I can understand the photographer Bernard of Hollywood’s statement, “it took a superhuman effort to be Marilyn.” I identify. Without any real family to come home to and no education, Marilyn managed to have her dream. The dream of a little girl looking out of an orphanage window at the RKO sign, and promising herself, “There must be thousands of girls sitting alone like me, dreaming of becoming a movie star. But I’m not going to worry about them. I’m dreaming the hardest.”
People in their mind have created who I am and act as if there is no real person inside of me. Just like Marilyn, who created the blond sex goddess on camera…. Marilyn never wanted to be a celebrity. Neither do I. I started working in commercials, when I was three. I always wanted to be in great films. I had always thought that movie stars were in films that would last forever in your mind. But now the films don’t. I don’t want to be remembered as someone who just wanted to be photographed, who goes out at night, and gets in trouble.
Look, I never had a normal high school life. I was home schooled for two years, never had a high school prom or went to college. I was just sort of acting out that period of time I never had, and I made some bad choices. So all the tabloids, just like Marilyn, keep harping on my mistakes. Heath Ledger once said to me, “It’s build you up to knock you down and that’s all it is. And you just have to see if you can stand through it.”
Marilyn said she had no foundation. But she said she was really working on it. I’ve been trying to do the same thing. But sometimes a relationship doesn’t work out like you’d hoped. The tabloids don’t give you a chance. They don’t want to know who you are inside. If everything’s OK with you, who wants to hear about it? I believe in myself and I’m a good actress.
It took time for Marilyn to be taken seriously as an actress. She risked everything and broke her contract with FOX Studios, demanded more money, approval of directors, better scripts, more respect, and formed Marilyn Monroe Productions. That was really empowering for a woman in the ‘50s. Marilyn was not a victim. She took control. And we remember her, 50 years later, for her “great films.”

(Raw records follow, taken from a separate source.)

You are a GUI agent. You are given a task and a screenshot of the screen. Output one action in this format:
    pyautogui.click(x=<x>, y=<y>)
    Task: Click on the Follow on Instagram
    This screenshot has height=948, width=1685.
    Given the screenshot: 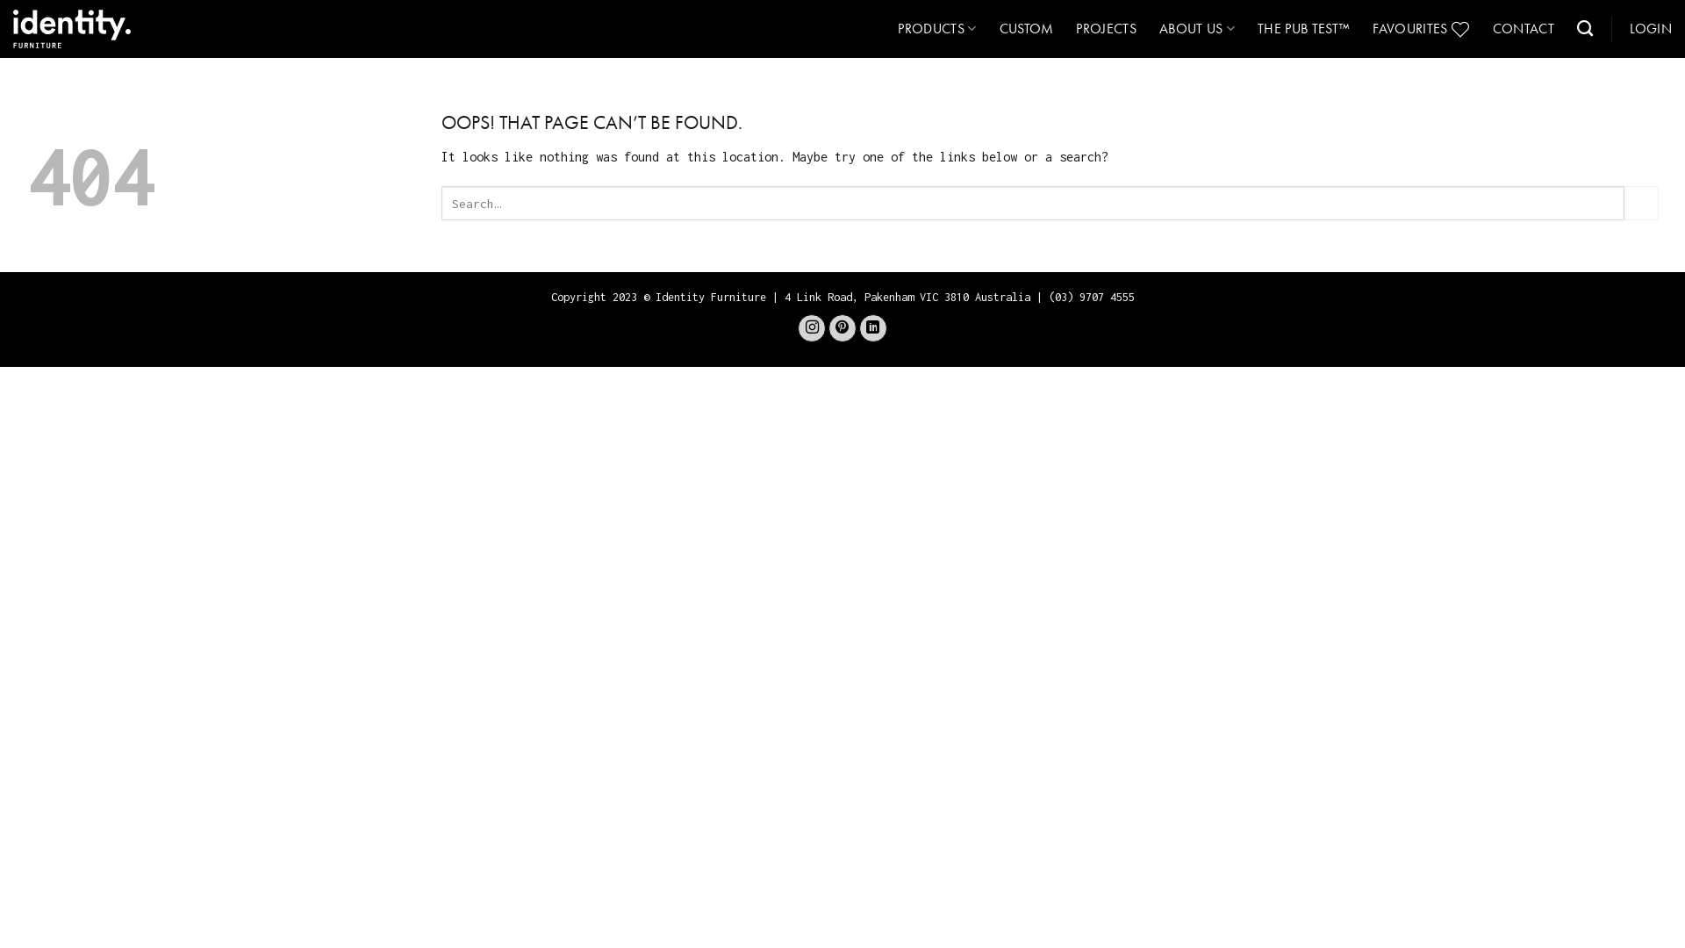 What is the action you would take?
    pyautogui.click(x=812, y=328)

[Lohan’s ‘Intimate Exposures’ essay via Perez Hilton]
“Move that corpse, I’m Lindsay Lohan!” That’s what it is. What many of you have said – and I couldn’t agree more – is that the family Lohan (specifically Dina and Lindsay) simply have NO SHAME. They don’t realize or acknowledge when they’re acting inappropriately. How could they feel shame when obviously NOTHING is ever their fault? This essay is obviously not Linnocent’s fault either. Someone obviously forced Linnocent to come in and take a dump on Marilyn Monroe’s corpse (not to mention Heath Ledger’s).
By the way, I’m not trying to pretend that Marilyn didn’t have a drug problem, but I just hate the way that this trained, talented and inspirational actress has become the poster girl for every cracked-out blonde dumbass in the world. Bitches, you’re not Marilyn.
Photos courtesy of WENN & Terry Richardson’s Diary.